Are you saying you want it on the client instead of the transmission, or in addition to the transmission?

I do disagree with putting this on the client. For one thing, since this is an option which alters the addresses on individual transmissions, I think the transmission is where it belongs. I'm also thinking of the use case where a client is instantiated for general use, but certain emails (say, for customers who are not yet active) should be sent to the sink.
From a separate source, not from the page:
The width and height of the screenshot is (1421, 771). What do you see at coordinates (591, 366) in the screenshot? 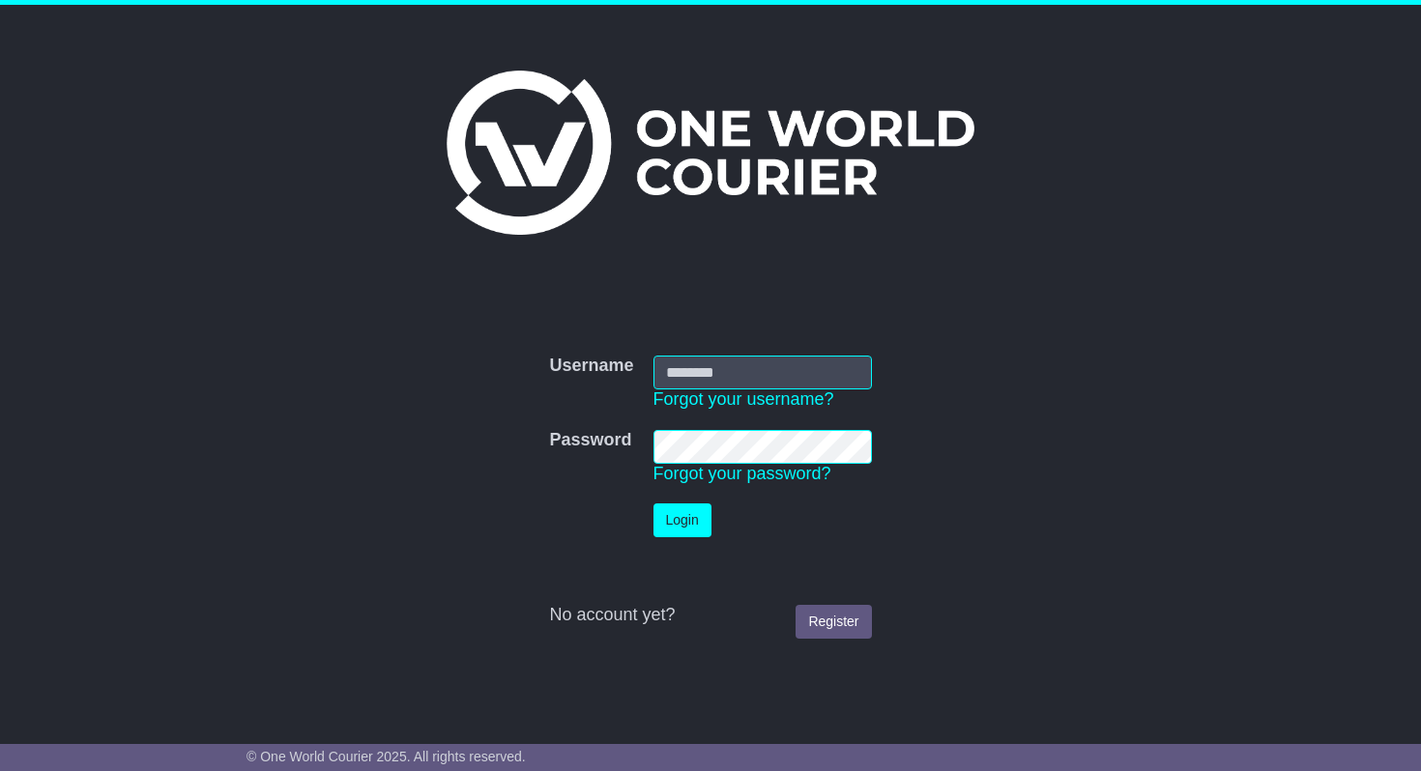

And while it's not directly relevant, other ESPs all seem to have this at the message level.

If someone wanted to sink all emails from an environment, it would be easy enough to create a facade class:

public class SinkableTransmission: Transmission
{
  public SinkableTransmission()
  {
    Options.UseSink = valueOfSomeEnvironmentVariable;
  }
}

var myTransmission = new SinkableTransmission();

asherber avatar Jan 24 '17 15:01 asherber

But the facade class would then have to be used, which is still getting the detail.

I think we could do it in both places... have it both at the transmission level, but also allow it at the client level.

I'm also thinking of the use case where a client is instantiated for general use, but certain emails (say, for customers who are not yet active) should be sent to the sink.

In those cases, I think the client-level one would still be very helpful. Those emails that should be sent thru sink could be configured to use a different client via IoC. This is what I mean about it being a level of style... let's say that I have one particular email that I do not want to be fired from the development system. But since the development system is meant to be a fully-functioning system, I still want the jobs to run. So in my IoC, I'd set it up something like:

var standardClient = new Client("MYAPIKEY");
var sunkClient = new Client("MYAPIKEY", new { sunk = true} );

For<IClient>().Use(standardClient);

For<FancyEmailService>().UseDependency<IClient>(sunkClient);

I don't want the "sunk" concept dipping into my FancyEmailService. So I can use dependency injection to control which sparkpost clients are used where on the application level.

darrencauthon avatar Jan 24 '17 15:01 darrencauthon

@asherber I think some programmers would prefer to have the "sunk" detail at a low level, and some programmers (like me) would prefer to keep the modules clean of that detail and configure it with IoC. That's all I'm saying. :smile:

darrencauthon avatar Jan 24 '17 15:01 darrencauthon

Okay, so how should the two flags interact?

Client Transmission Result
True True True
True False True?
False True True
False False False

asherber avatar Jan 24 '17 15:01 asherber

Any news on this issue? I would really like an easy way of enabling/disabling "sink"-mode.